Writing Speed-of-Light Flash Attention for 5090 in CUDA C++
7 comments
·August 23, 2025ProofHouse
Damn awesome. This going to take me 3 reads and a week to digest
steinvakt2
I had a 5090 some months ago but couldnt get flash attention to work. Does it now work natively? What about 5080?
sigmoid10
Pytorch now has native support for the Blackwell architecture:
zackangelo
Curious what issues you were having. The kernel should compile natively if you pass nvcc the correct arch flags, although it probably won't take advantage of any new hardware features.
doctorpangloss
Hmm, but supposing the accelerated NVIDIA specific inference data types were available for Triton, then you would just use that? Why not contribute to Triton, they accept PRs? Like so what if you do free product ecosystem development for NVIDIA and giant corporations by contributing to Triton?
qeternity
Second line of the post:
> The main objective is to learn writing attention in CUDA C++, since many features are not available in Triton, such as MXFP8 / NVFP4 MMA for sm120.

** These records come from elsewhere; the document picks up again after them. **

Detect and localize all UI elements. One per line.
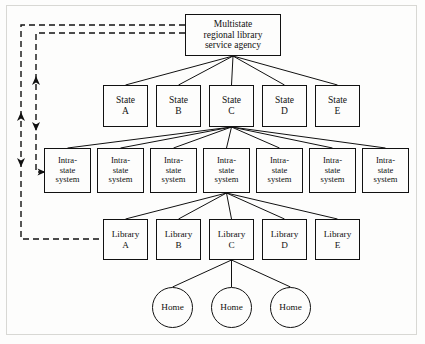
agency-line-2: regional library <box>204 30 263 41</box>
home-1-label: Home <box>161 302 183 312</box>
state-b-label: State <box>169 95 188 106</box>
state-a-letter: A <box>122 106 129 117</box>
node-intrastate-4[interactable]: Intra- state system <box>203 148 250 193</box>
outer-loop-arrow-down <box>17 158 25 167</box>
intrastate-1-line-3: system <box>56 175 80 185</box>
node-home-1[interactable]: Home <box>152 287 193 328</box>
library-e-letter: E <box>335 240 341 250</box>
intrastate-4-line-3: system <box>215 175 239 185</box>
library-a-letter: A <box>122 240 129 250</box>
library-e-label: Library <box>324 229 352 239</box>
intrastate-2-line-3: system <box>109 175 133 185</box>
node-state-b[interactable]: State B <box>156 85 201 127</box>
edges-agency-to-states <box>126 56 338 85</box>
library-c-label: Library <box>218 229 246 239</box>
edges-intrastate-to-libraries <box>126 193 338 219</box>
node-library-c[interactable]: Library C <box>209 219 254 260</box>
node-state-d[interactable]: State D <box>262 85 307 127</box>
library-b-label: Library <box>165 229 193 239</box>
node-state-e[interactable]: State E <box>315 85 360 127</box>
figure-container: Multistate regional library service agen… <box>0 0 425 344</box>
outer-loop-arrow-up <box>17 112 25 121</box>
node-home-2[interactable]: Home <box>211 287 252 328</box>
home-3-label: Home <box>279 302 301 312</box>
state-d-letter: D <box>281 106 288 117</box>
node-home-3[interactable]: Home <box>270 287 311 328</box>
intrastate-5-line-3: system <box>268 175 292 185</box>
node-state-c[interactable]: State C <box>209 85 254 127</box>
agency-line-1: Multistate <box>214 19 253 30</box>
edges-libraryC-to-homes <box>173 260 291 287</box>
edges-stateC-to-intrastate <box>68 127 386 148</box>
library-b-letter: B <box>175 240 181 250</box>
node-library-e[interactable]: Library E <box>315 219 360 260</box>
library-d-label: Library <box>271 229 299 239</box>
state-e-letter: E <box>335 106 341 117</box>
agency-line-3: service agency <box>205 40 261 51</box>
node-intrastate-5[interactable]: Intra- state system <box>256 148 303 193</box>
node-intrastate-2[interactable]: Intra- state system <box>97 148 144 193</box>
intrastate-6-line-3: system <box>321 175 345 185</box>
state-b-letter: B <box>175 106 181 117</box>
inner-loop-arrow-up <box>32 76 40 85</box>
state-a-label: State <box>116 95 135 106</box>
node-intrastate-7[interactable]: Intra- state system <box>362 148 409 193</box>
home-2-label: Home <box>220 302 242 312</box>
intrastate-7-line-3: system <box>374 175 398 185</box>
outer-feedback-loop <box>21 25 185 239</box>
node-intrastate-3[interactable]: Intra- state system <box>150 148 197 193</box>
node-library-b[interactable]: Library B <box>156 219 201 260</box>
state-d-label: State <box>275 95 294 106</box>
node-library-a[interactable]: Library A <box>103 219 148 260</box>
node-intrastate-1[interactable]: Intra- state system <box>44 148 91 193</box>
inner-loop-arrow-down <box>32 122 40 131</box>
node-library-d[interactable]: Library D <box>262 219 307 260</box>
library-a-label: Library <box>112 229 140 239</box>
library-d-letter: D <box>281 240 288 250</box>
state-c-label: State <box>222 95 241 106</box>
library-c-letter: C <box>228 240 234 250</box>
node-agency[interactable]: Multistate regional library service agen… <box>185 14 281 56</box>
state-c-letter: C <box>228 106 234 117</box>
node-intrastate-6[interactable]: Intra- state system <box>309 148 356 193</box>
intrastate-3-line-3: system <box>162 175 186 185</box>
state-e-label: State <box>328 95 347 106</box>
node-state-a[interactable]: State A <box>103 85 148 127</box>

I was surprised to see 5090's theoretical BF16 TFLOPs at just 209.5. That's not even 10% of the server Blackwell (B200 is 2250, and GB200 is 2500). B200 costs around $30-40k per GPU, so that's almost in line with their relative performance.
Starting with 4090, NVIDIA limits the performance of tensor cores on gaming cards, specifically for ops that might be used in training. FP8 and FP16 matmuls run at full speed if accumulating in FP16 (I've never seen anyone use this), but only half speed when accumulating in FP32. This restriction is not present for lower precision matmuls like FP4, or removed entirely on the workstation-class cards like RTX Pro 6000.
It doesn't seem worth it to use NVIDIA gaming cards as a "cheaper FLOPs" alternative anymore (e.g. diffusion models could have been cheaper to run on 4090 than H100). They are generous with memory bandwidth though, nearly 2TB/s is amazing!